"Who wants to be a millionaire?" record This woman was the only contestant to win more than one million euros

Bruno Bötschi

5.1.2026

"You did very well tactically": Presenter Günther Jauch praised record winner Nadja Sidikjar after her victory on "Who Wants to Be a Millionaire?" in 2015.
"You did very well tactically": Presenter Günther Jauch praised record winner Nadja Sidikjar after her victory on "Who Wants to Be a Millionaire?" in 2015.
Picture: RTL / Frank Hempel

The RTL show "Who Wants to Be a Millionaire?" is playing for more than the usual top prize during the current €3 million week. So far, however, only one contestant has managed to win more than one million euros.

No time? blue News summarizes for you

  • This week, the RTL show "Who wants to be a millionaire?" is playing for three million euros instead of just one million.
  • But so far, only one contestant has managed to take home over a million euros.
  • In 2015, candidate Nadja Sidikjar won 1,538,450 euros in the "Jackpot Special". To date, this is the highest amount won in the long history of the popular quiz show.

Today, Monday, January 5, marks the start of the 3 million week on "Who Wants to Be a Millionaire?" on RTL. Until next Friday, January 9, the candidates have the chance to win a whole three million euros if they can answer the tricky questions posed by presenter Günther Jauch correctly.

Will one of them manage to break a ten-year-old record this week?

In 2015, Nadja Sidikjar won an incredible 1,538,450 euros in the "Jackpot Special". To date, this is the highest winning amount in the long history of "Who Wants to Be a Millionaire".

Günther Jauch warns: "It won't be a walk in the park"

In the special episode of the popular quiz show, the winning sums of all participants who answered Günther Jauch's questions were added up. But only those who had the most correct answers could take home the money - everyone else went home empty-handed.

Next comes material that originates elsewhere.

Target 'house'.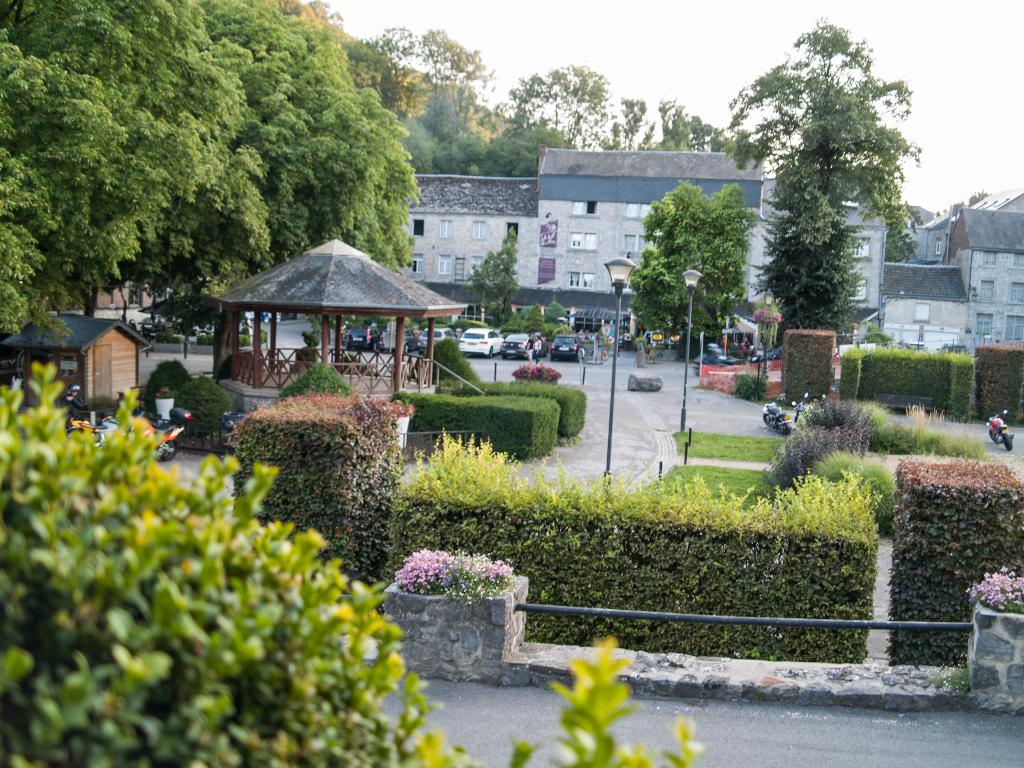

Nadja Sidikjar, 30 years old at the time and a freelance communications trainer, was one of three who made it to the guessing chair. "It won't be a walk in the park," the presenter warned her.

But the candidate kept her cool. From the 125,000 euro question onwards, she knew "that I would finish the show here with dignity", she told Bild in an interview in 2015 .

"I had got this far, although some of my reasons were very confused. It was like a movie," Sidikjar recalled. "You repeatedly said something wrong, but you didn't do anything wrong," the presenter praised her in the studio at the time.

Record winner felt "pretty empty" after the win

In the end, Nadja Sidikjar won 500,000 euros - as did another contestant. A play-off consisting of five questions was now to decide the winner.

And this was hard to beat in terms of suspense, because for a long time there was still a tie. Then Günther Jauch asked the fifth and decisive question:

"Which instrument's name is a short form of which instrument?" Sidikjar intuitively guessed "cello" - and made herself a millionaire in that moment.

"When I won, I felt pretty empty. I put two gold glitters from the studio in my pocket. They are now hanging on my wall in a picture frame," said the then 30-year-old in an interview with "Bild".

She wanted to use the money to pay off her parents' house and build a stair lift for her telephone joker, who suffers from multiple sclerosis, she explained. Her three-year-old son should also receive something, and "some of the money should also go to the child protection association".

Not much else will change in her life, said Nadja Sidikjar in 2015: "I want peace and security, so I don't need any big changes. Money doesn't make you happy, but it calms you down."

It is not known what the record winner is doing today and what has ultimately become of her millions.